We will now, as proposed, take the building in detail, beginning with the grand entrance, and proceeding onward, until we have completed the circuit of the walls, the inner apartments, battlements, terraces, and outworks. On these prominent features we shall dilate with more or less minuteness according to the interest of the subject—but always directing the reader’s attention more especially to those portions which have been chosen as subjects of illustration.
Grand Entrance.—Here a magnificent and imposing spectacle bursts upon the eye—three pentagonal towers, crowned with battlements, and bearing on their mutilated outline marks of the cannon-shot directed against it by the besiegers. These, however, are less defaced than any other portions of the ruin, and are now invested with a luxuriant mantle of ivy, lichen, and parasitical plants, as if Nature interposed to protect the venerable edifice from further outrage and decay. In the gateway are grooves for two portcullises. The two pentagonal towers on the right and left were appropriated to the inferior offices of the castle. Immediately behind these were rooms occupied by the garrison, or household troops. Adjoining these on the right, was the third pentagonal tower, called the Closet Tower; and on the left again were the officers’ apartments, which were demolished during the operations of the siege.
Gateway.—Between the two foremost of the pentagonal towers, above-named, the great portal—a work of imposing strength and fine gothic proportions—opens into the second court. Halting under the archway, the curious visitor will examine, with mingled pleasure and surprise, the fine architectural details; the groined ceiling; its lofty span; its fine proportions, in which grace, strength, and beauty are eminently combined: while the deep grooves, worn smooth by the working of the double portcullis, show how readily this hospitable gateway could be transformed, when occasion required, into an impenetrable barrier, and employed as a destructive engine of war. The old apartments in the gateway tower are correctly represented in the following woodcut—
In a vaulted room in the east tower there is a remarkable echo; and thither musical parties frequently resort during the fine season to spread their pic-nic, and exercise their vocal powers. This apartment is considered to have been the prison to which captives, or hostages of distinction, were formerly consigned;[233] and certainly no place in the Castle presents an air of more “hopeless security.” In the court below—as represented in a former woodcut—several pieces of ancient armour, and some heavy cannon shot, are shown to the visitor, as illustrative of the times to which they belong. The next compartment is
The Paved Court.—All the buildings on the right of this court, particularly the Closet Tower—the third pentagonal tower at the entrance—suffered greatly from the enemy’s cannon during the siege; and here, on the north-east side of the wall, the breach was effected that hastened the capitulation.
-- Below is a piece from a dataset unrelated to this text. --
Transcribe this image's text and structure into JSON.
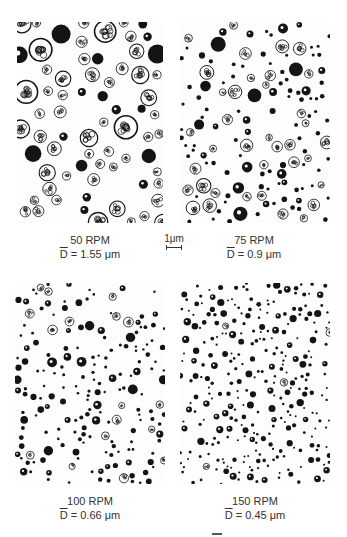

The Pitched, or Paved Court, the area of which was once the parade ground, thronged with armed men, as they joined in some military fête, or entered on some warlike preparation for the siege, is now surrounded by only crumbling walls, and as verdant as a bowling-green. The towering battlements are all richly festooned with ivy. Every crevice sends forth its trees and shrubs, that seem to luxuriate in the old mortar; and under the same canopy of leaves, as already noticed, birds of song and birds of ill omen congregate together. At the extremity of the Paved Court, on the right, as we proceed westward, and from the point marked by a seat under a shady ash-tree, the visitor obtains an imposing view of the architecture on the south side, which, with all its dilapidations, is eminently picturesque. “Its boundary is there hung with the richest tapestry that Nature can weave—a mantling vestment of evergreen—through which appears, in grand proportions, the majestic window of the Hall of State.” This is a prominent feature in the steel engraving.